The pandemic continues to rage on and, as predicted, we are back to wearing masks and worrying over distances, particles, disinfectants, and breakthrough cases. I find comfort in knowing I’m vaccinated, but I’m also taking medications that suppress my immune system and there may be some chance that I am no longer protected against the virus. I’m hoping for a booster, but that determination will come from my medical team. I don’t get to decide.

Other than the pandemic and the stress that comes from being overworked in a place that is severely short-staffed, I’m doing ok. I’m happy. I’m feeling healthier—both mentally and physically—than I have in the last year. I have energy for more than just work and sleep and I am finally finding that sense of self and security that only comes with time and a maturing mind.

It’s amazing how rapidly the self-realizations are coming. It turns out I am made of both the me as I have always been and the me I am becoming anew every day.

It turns out there is a wide spectrum of “me-ness” I can be. It is not a matter of being more or less as with a gradient. It’s being different according to what day of the week it is, my mood, my memories, how much or how little pain I am in, how much and what kind of food I’ve eaten, how much I’ve slept, the weight work stress and of home strain, who I spoke to, what I have read, and if or how much I have written.
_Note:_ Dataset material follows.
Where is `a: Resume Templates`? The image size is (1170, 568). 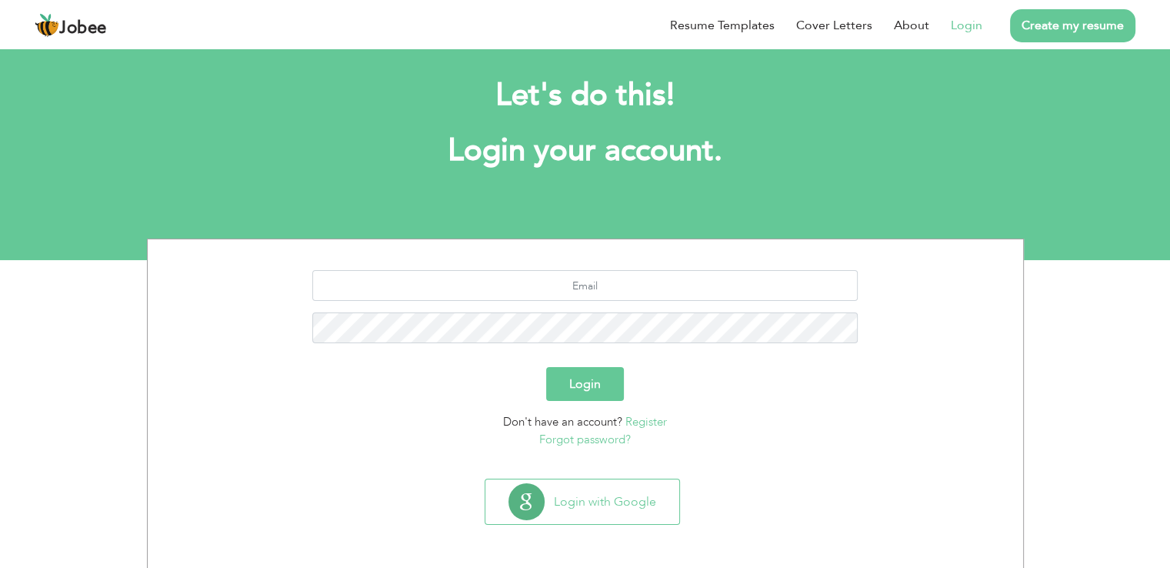 a: Resume Templates is located at coordinates (722, 25).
There are many me’s I can be and I can choose or I can let myself be swept away and surprised by which me might show up. Some days I like to have control, I like to choose, but some days, most days, it feels good to just be.

Ubuntu

A person is a person through other people strikes an affirmation of one’s humanity through recognition of an ‘other’ in his or her uniqueness and difference. It is a demand for a creative intersubjective formation in which the ‘other’ becomes a mirror (but only a mirror) for my subjectivity. This idealism suggests to us that humanity is not embedded in my person solely as an individual; my humanity is co-substantively bestowed upon the other and me. Humanity is a quality we owe to each other. We create each other and need to sustain this otherness creation. And if we belong to each other, we participate in our creations: we are because you are, and since you are, definitely I am. The ‘I am’ is not a rigid subject, but a dynamic self-constitution dependent on this otherness creation of relation and distance.”

— Michael Onyebuchi Eze (via Dense Discovery)

Sever the Sightlines

[S]haming has social meaning. It characteristically results in a desire to sever the sightlines between the self and the other. We talk about wanting to hide our faces and the characteristic look of shame—the head bowed, the eyes lowered. But that’s not the only way of achieving such separation. Rather than hide, one can instead do away with the onlooker. ‘He who is ashamed would like to force the world not to look at him, not to notice his exposure. He would like to destroy the eyes of the world,’ as Erik Erikson famously put it (1963, 227).